On occasion, drone crews approach Creech’s doctors asking for “go pills,” legal amphetamines that some pilots pop while, say, flying their single-seat fighter jets across the Atlantic Ocean. But Lt. Col. James Senechal, a “flight doctor” at the desert base, said he’s never given out the pills.
After all, drone squadrons are always busy. If you need amphetamines just to handle a Tuesday, you’re going to need them for Wednesday, Thursday and Friday, too. “If someone is exhausted or incapable, our approach here is it’s better to take a knee,” Senechal explained. Creech will give crews short rest breaks on request, with no negative repercussions.
Even senior officers at the base have asked for down time—and gotten it. A sign on the road leading out of Creech asks drivers if they’re too tired to make it the full 50 miles back to Las Vegas, where many drone operators lives. Free local overnight lodging is available on request, the sign states.
But all these measures are band-aids on a gaping wound. In 2012, the Creech performance team surveyed 1,300 of the base’s 3,900 personnel—and the results were startling. 53 percent complained of manpower shortages. 42 percent said the Air Force assigned them too many administrative tasks. 41 percent complained about working weird hours. 40 percent said shifts were too long. 39 percent said they weren’t getting enough sleep.
The psychologist warned that all this strain can have a “cumulative effect.”
“You get to a point where nothing is going to help but sleep,” Gomez-Mejia said.
This summer, the Air Force resolved that its drone operators were finally going to get some rest. The final straw, Cluff said, was ISIS—the self-proclaimed Islamic State.
Back in 2013, with the last U.S. troops out of Iraq and the war in Afghanistan winding down, the Pentagon assumed demand for drone flights would drop. The Air Force would still be able to put 65 Predators and Reapers in the air—but maybe it wouldn’t have to.

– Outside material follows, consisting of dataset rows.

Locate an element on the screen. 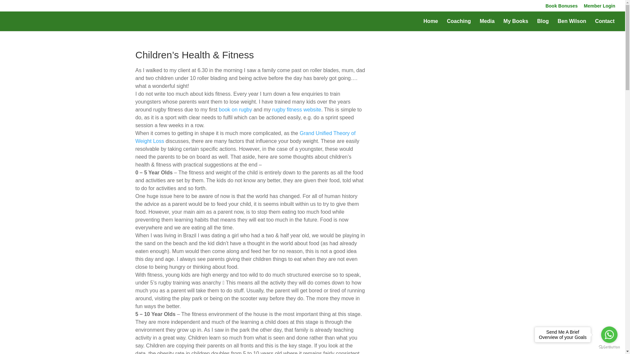  Ben Wilson is located at coordinates (571, 25).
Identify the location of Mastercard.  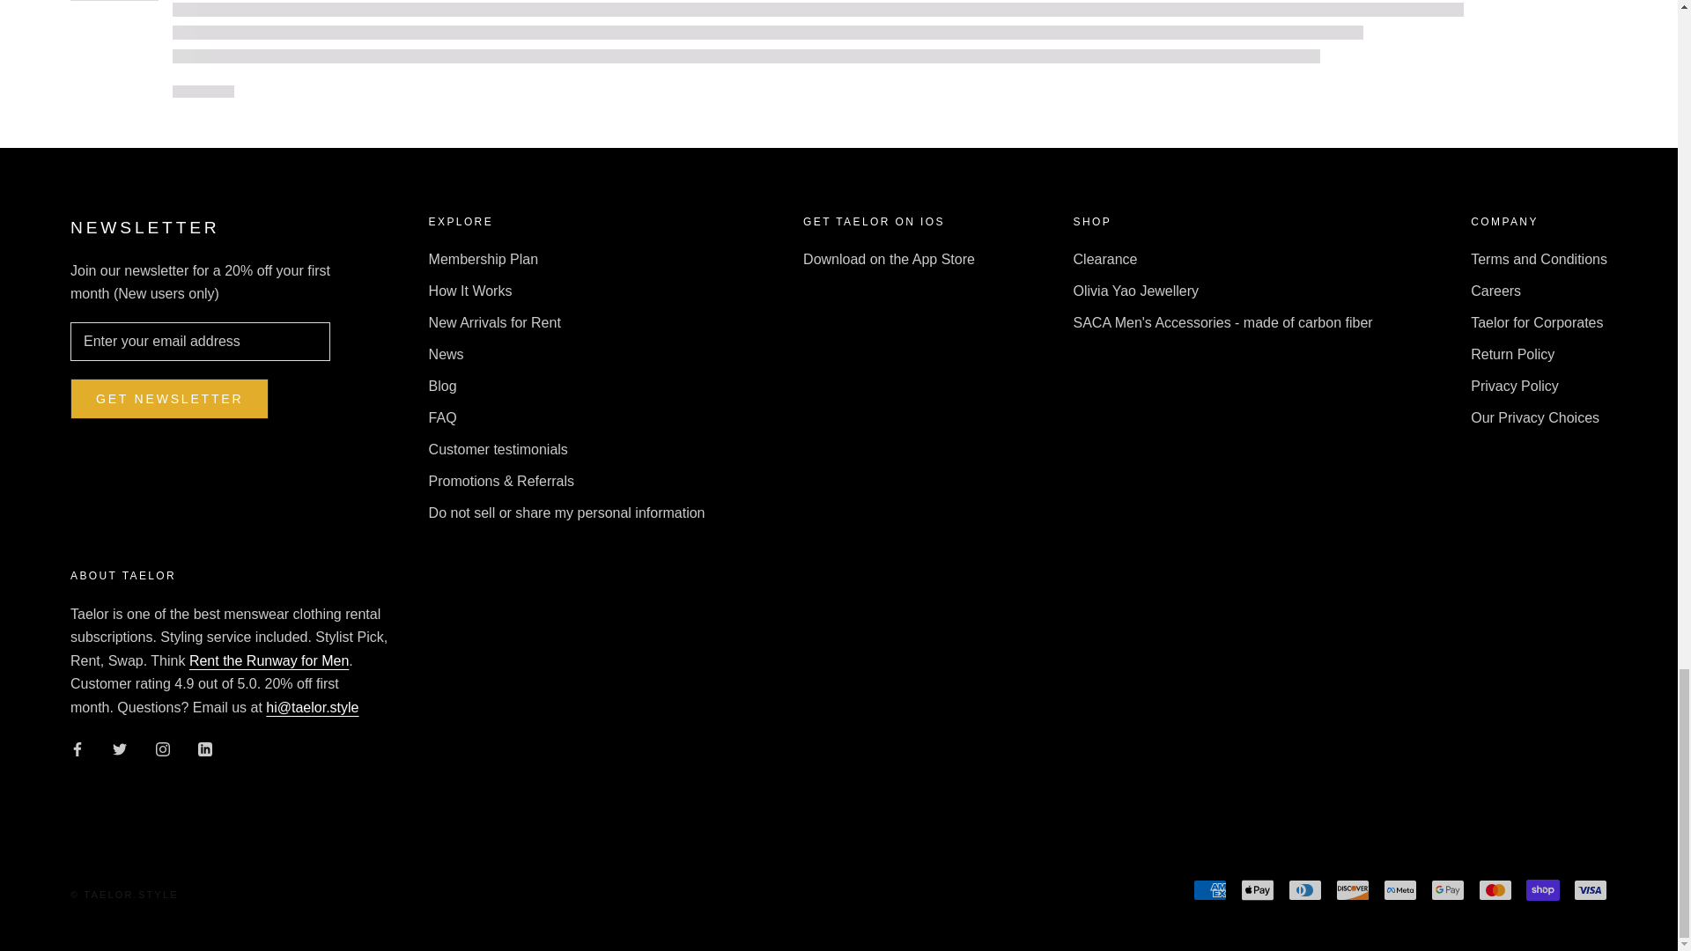
(1495, 890).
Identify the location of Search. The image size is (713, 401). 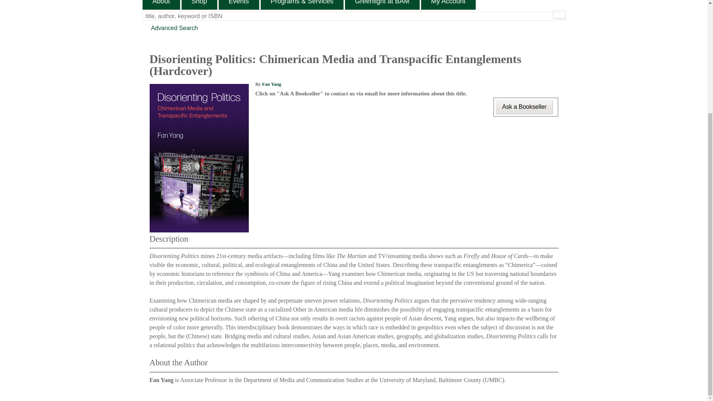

“There was a belief on the part of the government that, as we came out of Iraq and Afghanistan, we could reconstitute,” Cluff said. “But the world situation changed.” Islamic State militants invaded Iraq in mid-2014, compelling the Air Force to surge drones to Kuwait for patrols over Iraq and Syria.
And responding to Taliban assaults on the rickety Afghan government, late last year Pres. Barack Obama slowed the pace of the U.S. withdrawal. As many as 10,000 American troops—and their drones—would remain in Afghanistan through 2015.
Between August and June, Air Force Predators and Reapers flew some 3,300 missions over Iraq and Syria, striking 875 targets. The drones are busier than ever. With no sudden outbreak of peace to give the drones crews the break they’ve needed for a decade, the Air Force recently decided it would unilaterally cut its CAPs from 65 to 60.
It’s a move with major fallout. Fewer drones in the air means fewer crews sitting behind clunky controls for 10 hours at a time. Fewer crews in combat means instructors can return to training new operators to replace worn-out ones. In theory, the 10-percent cut in patrols will finally allow the Air Force to take care of its drone operators. But the cut also means fewer drones overhead keeping an eye on—and striking—Islamic State, the Taliban, al Qaeda and other nefarious actors.
“The Air Force’s decision is to ensure we can support the president and decision-makers for years to come,” Cluff said. “That’s why we’re attacking the manning problem now.”
So far, the Pentagon has not signaled it will override the Air Force’s decision. Through overuse and bad planning over a period of 20 years, America broke its drone squadrons. Maybe now it can fix them.